Nowhere Is Better Than Here
Rest assured, you are where you must be
You know when you try a thing for the first time, and something in the recesses of your soul resonates so violently you know this is part of what you’re here to do?
Yeah, that’s what traveling felt like to me. When I traveled overseas for the first time, my heart sang in recognition. The strangeness, the novelty, the assault on my European senses, it all appealed to me. It’s the archetypal experience — uncertain, exciting, inspiring. Being alone on another patch of the world, having all your belongings in a carry-on, activates a nomadic memory. You remember that you used to roam.
You’re in unknown lands, immersed in new cultures, new landscapes, new people, new foods, new languages. All this freshness forces inspiration. And often, I found the synchronicities, magic, miracles cranked up a notch. You can’t help but imagine a playful intelligence at work.
One day, I might write an extensive love letter to traveling. It has caused me more pleasure and pain than any other activity. I have made more (mostly superficial, but some deep) friendships than I can count; I have found and lost love; I have milked experience to the best of my abilities, so that if I knew I were to die tomorrow, I’d salute and say thank you.

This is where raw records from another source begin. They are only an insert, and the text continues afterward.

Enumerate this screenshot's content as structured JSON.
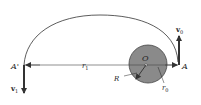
{
  "diagram": {
    "type": "orbital-transfer",
    "labels": {
      "point_start": "A",
      "point_end": "A'",
      "center": "O",
      "planet_radius": "R",
      "radius_start": "r",
      "radius_start_sub": "0",
      "radius_end": "r",
      "radius_end_sub": "1",
      "velocity_start": "v",
      "velocity_start_sub": "0",
      "velocity_end": "v",
      "velocity_end_sub": "1"
    },
    "colors": {
      "planet_fill": "#8a8a8a",
      "planet_stroke": "#444444",
      "line": "#333333",
      "background": "#ffffff"
    }
  }
}
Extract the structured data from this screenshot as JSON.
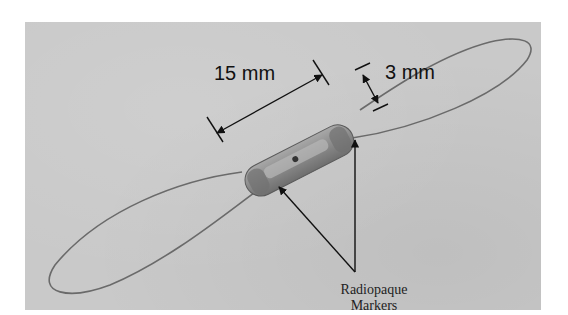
{
  "figure": {
    "background_color": "#c9c9c9",
    "annotations": {
      "length_label": "15 mm",
      "diameter_label": "3 mm",
      "markers_label_line1": "Radiopaque",
      "markers_label_line2": "Markers"
    }
  }
}
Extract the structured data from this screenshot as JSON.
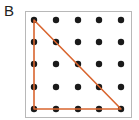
{
  "figure": {
    "label": "B",
    "colors": {
      "border": "#b8b8b8",
      "dot": "#1a1a1a",
      "shape": "#d9652f"
    },
    "grid": {
      "rows": 5,
      "cols": 5,
      "x": [
        34,
        56,
        78,
        99,
        121
      ],
      "y": [
        20,
        42,
        64,
        87,
        109
      ]
    },
    "shape": {
      "type": "right-triangle",
      "vertices": [
        [
          0,
          0
        ],
        [
          0,
          4
        ],
        [
          4,
          4
        ]
      ]
    }
  }
}
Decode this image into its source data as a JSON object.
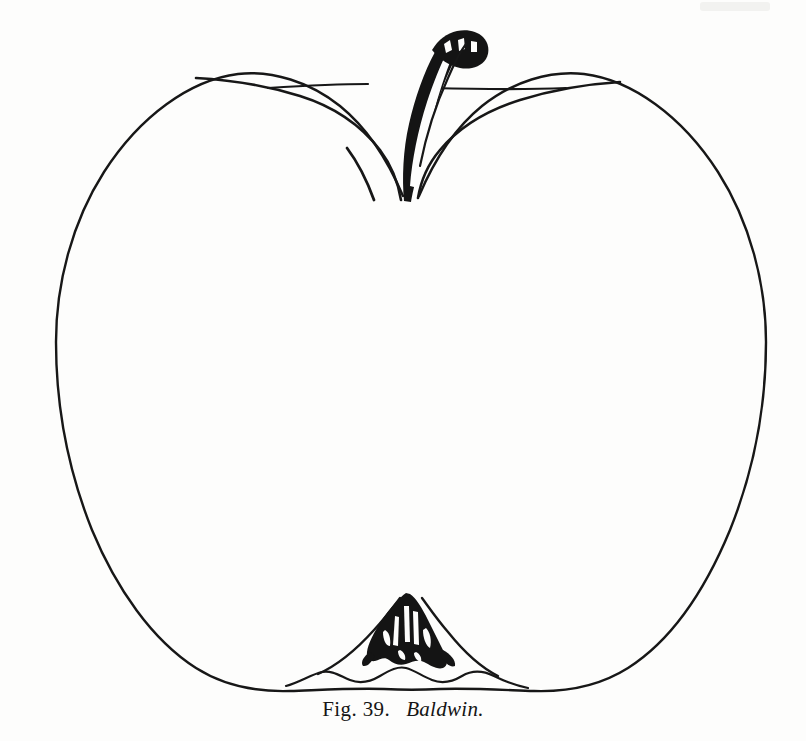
{
  "plate": {
    "background_color": "#fdfdfc",
    "ink_color": "#171717",
    "width": 806,
    "height": 741
  },
  "caption": {
    "figure_label": "Fig. 39.",
    "variety_name": "Baldwin."
  },
  "illustration": {
    "subject": "apple",
    "title": "Baldwin apple, outline engraving",
    "style": "line engraving",
    "parts": [
      {
        "name": "apple-outline",
        "label": "apple body outline"
      },
      {
        "name": "stem",
        "label": "stem"
      },
      {
        "name": "stem-cavity",
        "label": "stem cavity"
      },
      {
        "name": "calyx",
        "label": "calyx with sepals"
      },
      {
        "name": "basin",
        "label": "calyx basin"
      }
    ]
  }
}
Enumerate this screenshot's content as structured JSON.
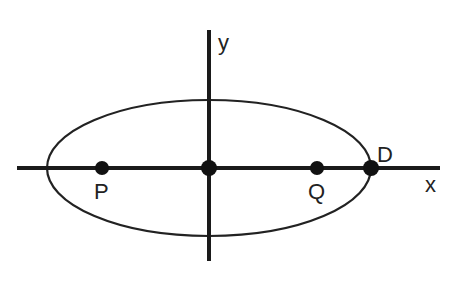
{
  "diagram": {
    "type": "ellipse-on-axes",
    "axes": {
      "x_label": "x",
      "y_label": "y"
    },
    "ellipse": {
      "cx": 209,
      "cy": 168,
      "rx": 162,
      "ry": 68
    },
    "points": [
      {
        "id": "P",
        "label": "P",
        "x": 102,
        "y": 168,
        "label_pos": "below"
      },
      {
        "id": "O",
        "label": "",
        "x": 209,
        "y": 168,
        "label_pos": "none"
      },
      {
        "id": "Q",
        "label": "Q",
        "x": 317,
        "y": 168,
        "label_pos": "below"
      },
      {
        "id": "D",
        "label": "D",
        "x": 371,
        "y": 168,
        "label_pos": "above-right"
      }
    ],
    "colors": {
      "stroke": "#1a1a1a",
      "point": "#111111",
      "background": "#ffffff"
    }
  }
}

I still want to travel, but there’s a recognition that clearly removes its imagined status as an existential solution: Nowhere is better than here.
This statement is a trinity — three meanings that all cancel each other out.
The first and most obvious way to read that sentence is that here is best because you can’t be anywhere else. Even if you imagine yourself being somewhere else, you’re still here, imagining.
The second way to read this sentence collapses time and space into a single expression. Now + here is better than only here. You’re not just present spatially (here) but also temporally (now).
And the third way pulls the rug out underneath the first two. Being nowhere at all is better than being here. Here can only exist in relation to there. But when you try to locate yourself here, you will find that you are nowhere at all.
Let’s bring back some sentiment. Sure, sitting on a beach, enjoying an obscenely red sunset, sipping on a coconut may seem more attractive than sitting in your flat on a cold, rainy winter day, sipping lukewarm tea. But that is only if we’re caught up in the mind’s stories.
The sweetness of experience is found on a beach or in a foreign city, and it’s always found right where you are. You can only miss the sweetness if you believe thoughts that say it’s not here.
But presence isn’t the absence of thoughts. It’s in realizing that everything is right here and now — imagination might try to convince you that some things are somewhere else, but at closer inspection it proves the point. If anything exists at all, it can only be found now — not later, or partial, or elsewhere.
So there’s nowhere else to be. Truly, you can only be where you are, and that is now/here. This isn’t a metaphor or a way to soothe your weary being.
Only when mind rests upon the past or the future, or anywhere at all, is the belief created that there could be somewhere else to be. And this applies to location and to a more general sense of where you are in life/what your life looks like.
I can’t even begin to tell you how often I thought I was not where I should be, that somehow, somewhen I misstepped and walked down the wrong road. And every time, a whisper answered: Rest assured, you are where you must be. You can’t be anywhere else. And the moment you are somewhere else, you are still exactly where you must be.
You can criss-cross the planet, or the galaxy, or alternate dimensions, and yet you’re never moving one bit from where you reside. It might sound abstract, but be sure to check if it’s not concrete. Let every thought end with a question mark, descend and ascend into direct experience, and see what you see.
Where is your home when you stop thinking about it? You have it with you like a turtle or a snail. It’s always behind you but invisible. To see it, you must look back without turning around.
Nothing moves but mind. Everything moves, but you don’t. You move because you’re indiscernible from everything. A mind at rest doesn’t move.
What follows is a poem that enacts and dissolves this essay. It’s the same inquiry, but in a different language — less explanation, more feeling. But the essay stands on its own; the poem is optional.